Wednesday, March 19, 2014

The Petition to Create Maynard

A document has come to light which for Maynard is the equivalent of discovering a long-lost draft of the Declaration of Independence. It begins, "To the Hon. Senate and House of Representatives in General Court assembled. We the subscribers residing in the borders of the Towns of Sudbury, Stow, Acton and Concord wishing to unite as a body corporate and form a township...set forth the following reasons."

The petition of record, dated January 26, 1871, was submitted to the Commonwealth of Massachusetts by people in what was informally known as Assabet Village. It proposed MAYNARD as the name of the town-to-be, requesting that the new town be created from parts of Sudbury and Stow. Three supportive petitions followed shortly thereafter, adding 63 more names for a total of 134 signatures. After negotiations with the parent towns (and payments) a smaller Maynard was created on April 19, 1871 with the present-day boundaries. We are creeping up on the 150th anniversary.

David Griffin (L) and Paul Boothroyd (R) of the Maynard
Historical Society hold the framed "lost" petition.
There have always been rumors of an earlier petition from either 1869 or 1870, never submitted. Remarkably, the original recently surfaced. Key differences from the official petition are that the town-to-be was not yet named and there was intent to acquire land from Acton and Concord in addition to Sudbury and Stow. Reasons given:

"Within the limits of said contemplated town are three manufacturing establishments, one cotton and wool factory village containing over one hundred inhabitants situated three miles from the center of its respective town, also one powder manufactory and one paper mill doing business on a large scale situated four miles from the center of their respective towns and many of the other inhabitants are as badly situated. Our schools are not sufficient many having to travel two miles distance. We are not provided with sufficient roads and those now located are in a bad state of repair and many thousand acres of fertile land remain uncultivated for the want of better accommodations. Said towns have been often requested and refused to supply said deficiencies. We therefore pray that this Hon. Court would incorporate said contemplated township with the like privileges of other towns."

This petition has 68 names. There is barely any duplication of names between the unfiled petition and the four subsequent petitions. Best guess here is that men who signed the first thought it had become support for the official document. Minus a few duplicate names, the total number of signers across all five petitions appears to be 200. Some of these men would end living outside what became Maynard.

Many of the last names on the newly unearthed petition are familiar as being early and significant landowners in what became the town: Bent, Brooks, Brown, Conant, Fowler, Haynes, Maynard, Puffer, Smith, Vose and Whitney. Interestingly, Amory Maynard's signature does not appear on any of the petitions. Of his sons, Lorenzo signed but William did not. Signer "Nathan Pratt, Agt." was in all likelihood the manager of the gunpowder mills. Signer "William Parker" was owner of the paper mill.
Streets named after early families

Provenance of the document was circuitous. As a rolled-up scroll it was in possession of Winslow Damon, great-grandson of Calvin Carver Damon, founder of the Damon Woolen Mill, in western Concord. No information on when or how it got to Winslow, but it may have been that some of the signers were members of the Masons in Maynard and he was also a Mason. He passed the document to Frederick S. Johnson in 1960. Johnson, Mason and Maynard resident, had it professionally framed behind UV protective glass, and created a typed transcript of text and signatures.

Hard work, given 19th century penmanship and fading ink!

Johnson passed away in October 2013 before his intended transfer of the document to the Maynard Historical Society, but his nephew John Taylor III completed the process. In time, MHS intends to post both a facsimile and a transcript on its website.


> WHAT YOU ARE ASKED TO DO
What is needed is an exact copy of every entry below, minus the images.

> RECORDS SHOWN
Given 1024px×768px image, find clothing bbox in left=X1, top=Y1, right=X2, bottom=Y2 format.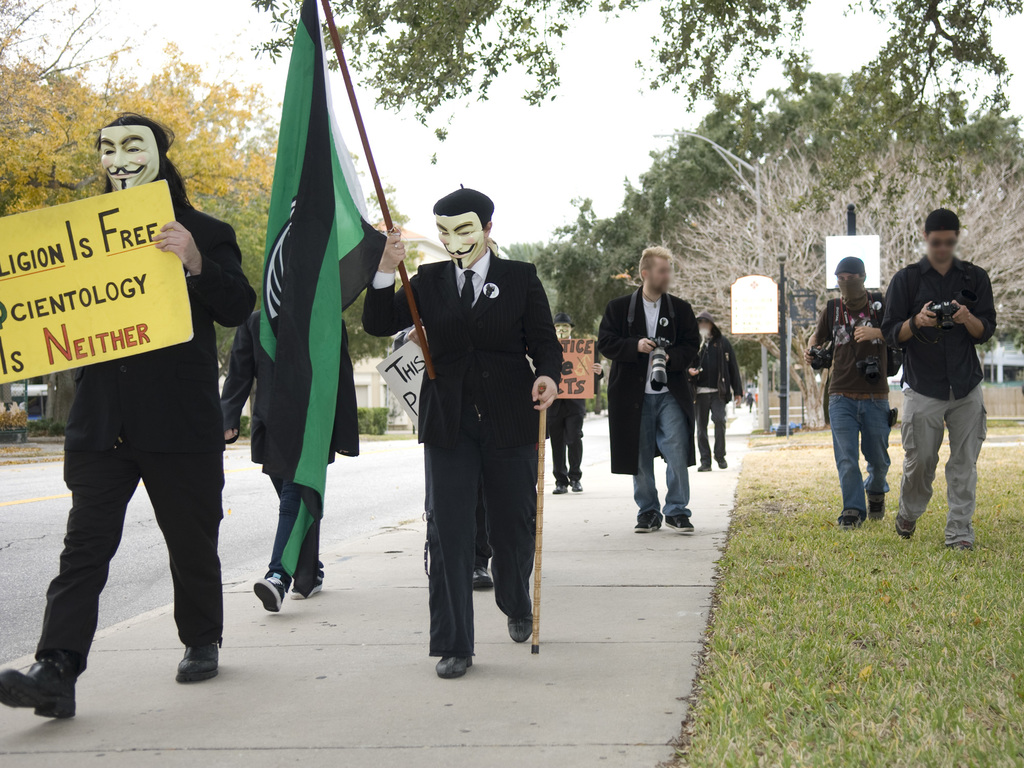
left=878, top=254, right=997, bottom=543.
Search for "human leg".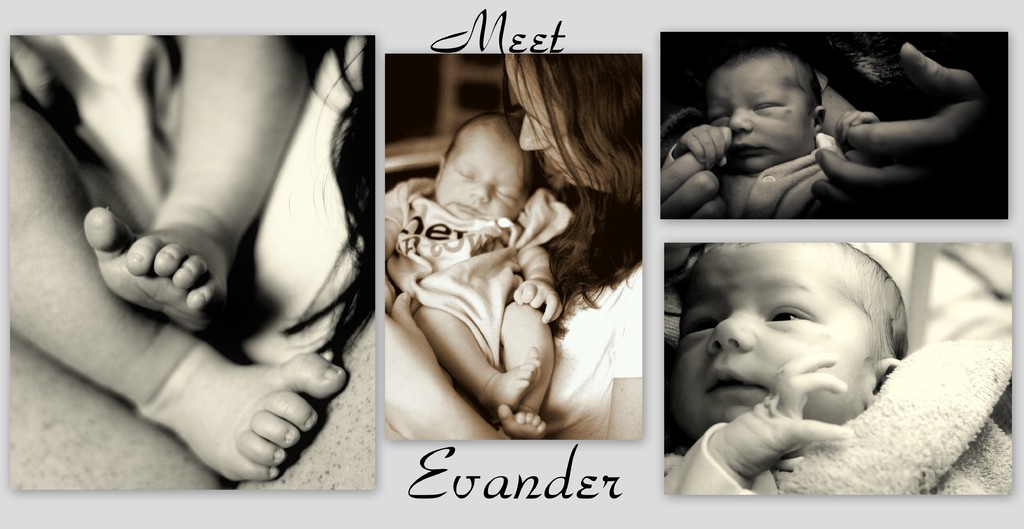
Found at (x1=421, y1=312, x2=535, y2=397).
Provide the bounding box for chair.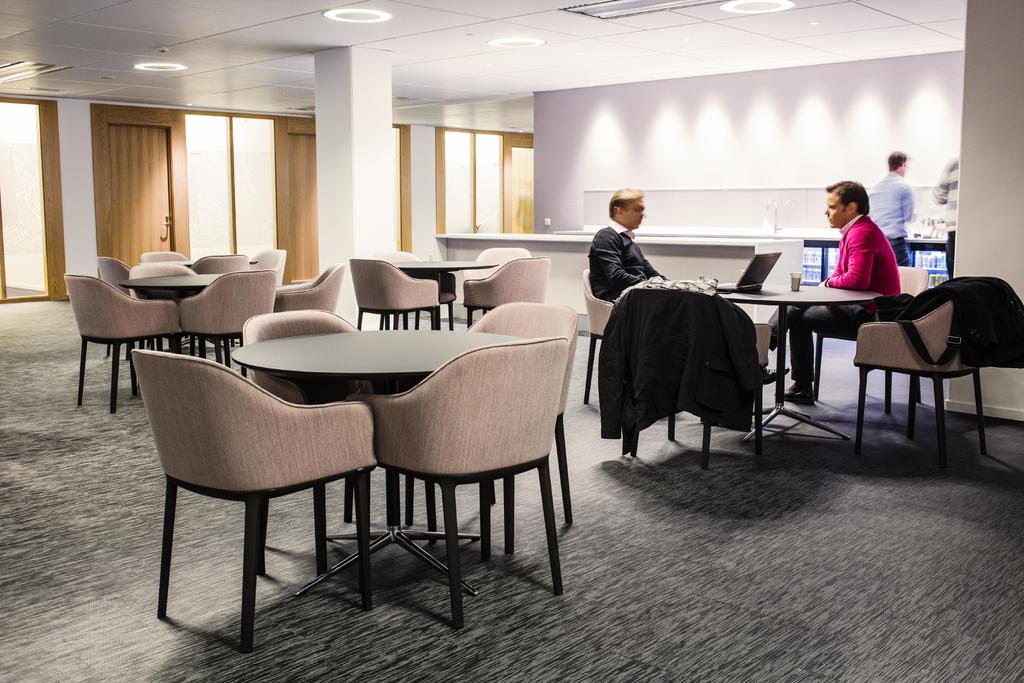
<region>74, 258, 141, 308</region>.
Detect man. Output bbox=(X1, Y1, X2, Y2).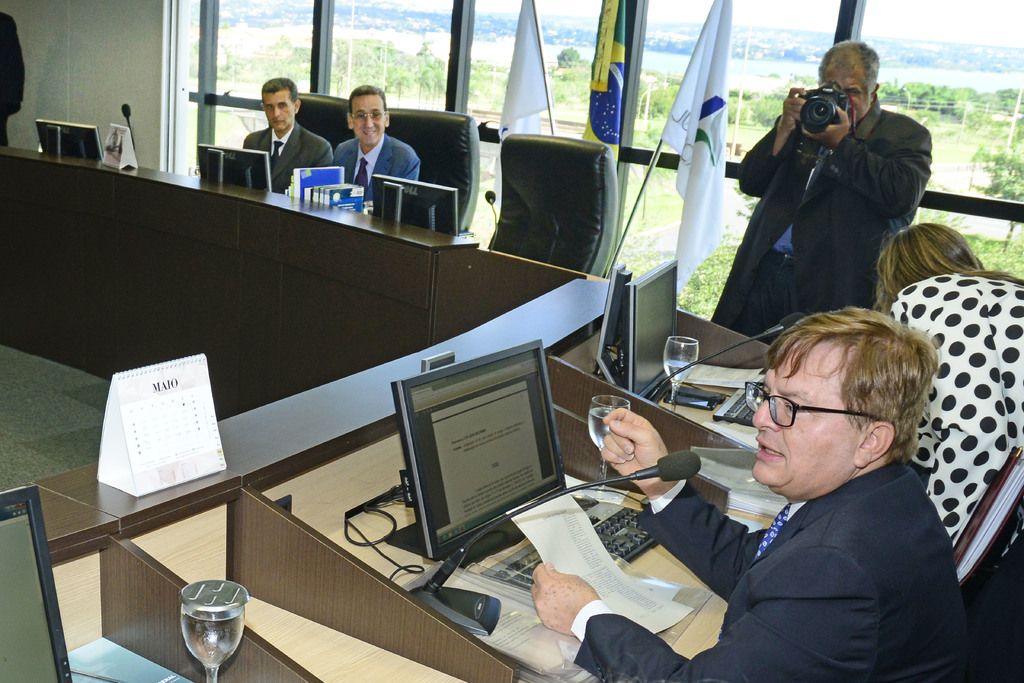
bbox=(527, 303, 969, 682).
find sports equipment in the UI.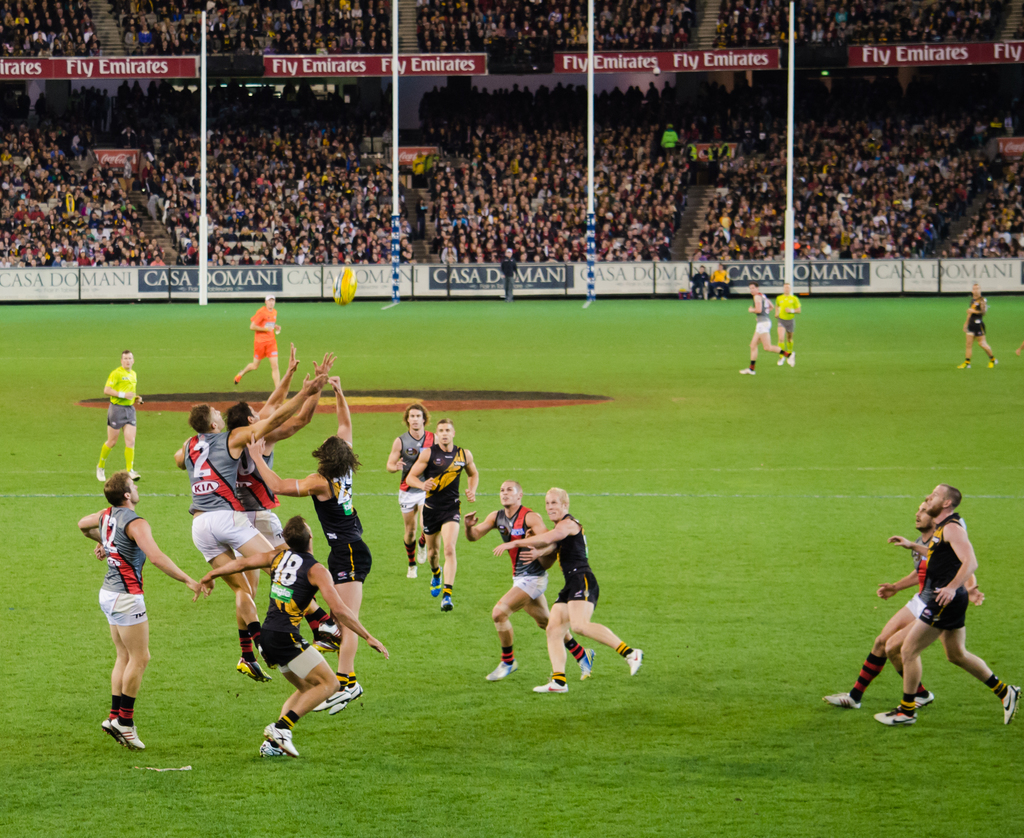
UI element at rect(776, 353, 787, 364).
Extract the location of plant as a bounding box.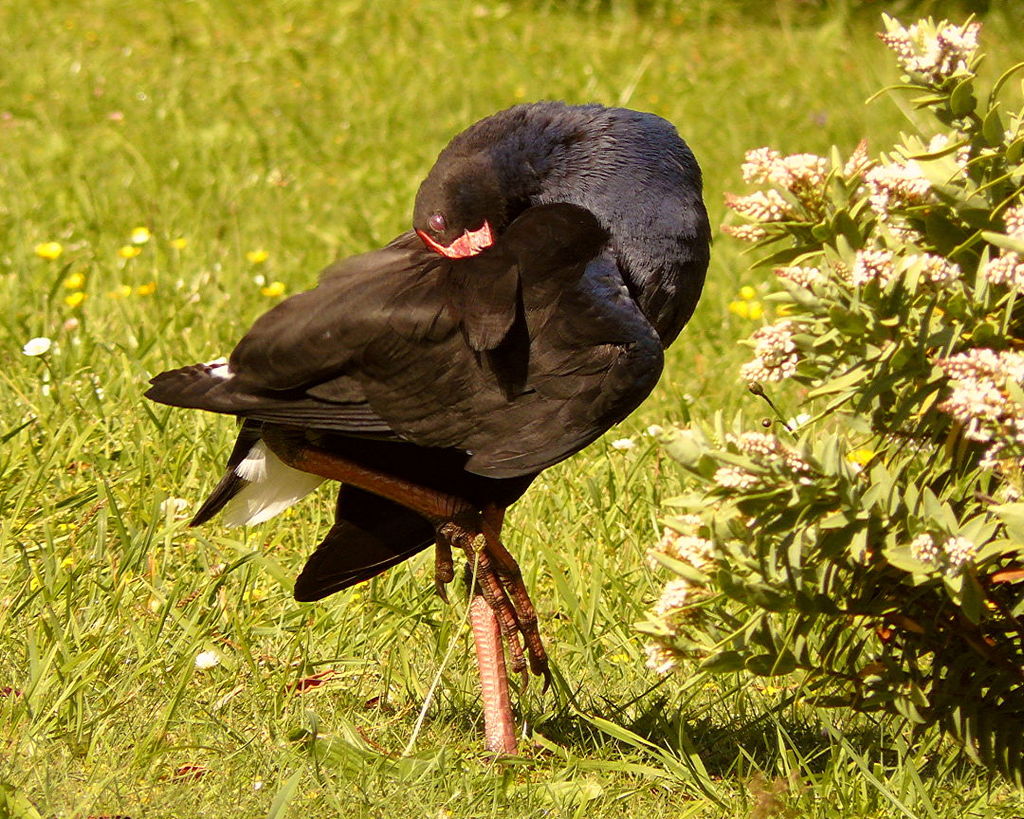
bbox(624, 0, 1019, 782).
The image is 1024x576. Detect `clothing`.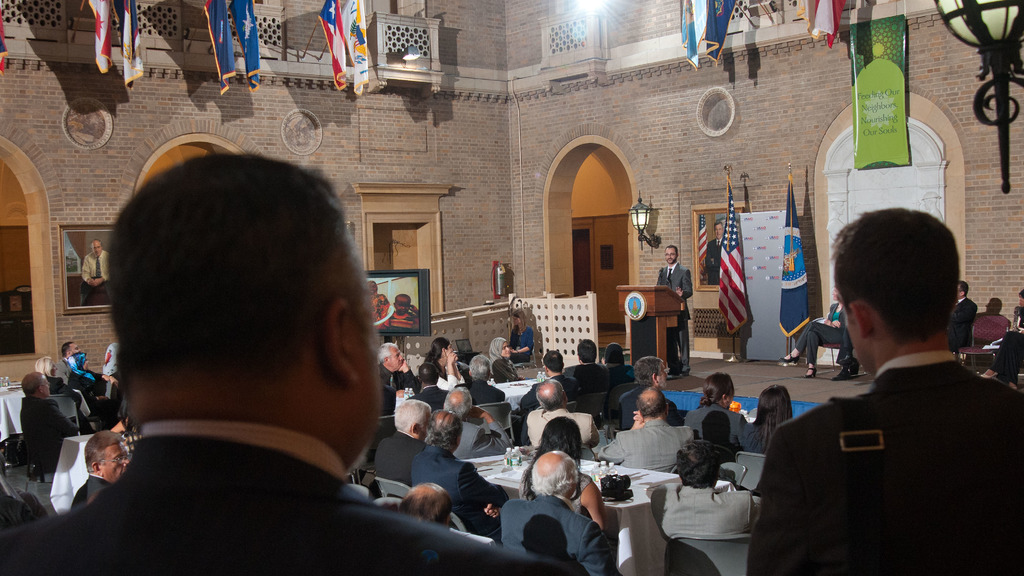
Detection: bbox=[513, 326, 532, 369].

> EXERCISE RESPONSE
Given 1024px×768px image, find clothing bbox in left=X1, top=Y1, right=X2, bottom=Y2 format.
left=878, top=254, right=997, bottom=543.
Search for "human leg".
Found at (x1=421, y1=312, x2=535, y2=397).
Provide the bounding box for chair.
<region>74, 258, 141, 308</region>.
Detect man. Output bbox=(X1, Y1, X2, Y2).
bbox=(527, 303, 969, 682).
find sports equipment in the UI.
UI element at rect(776, 353, 787, 364).
Extract the location of plant as a bounding box.
bbox(624, 0, 1019, 782).
The image is 1024x576. Detect `clothing`.
Detection: bbox=[513, 326, 532, 369].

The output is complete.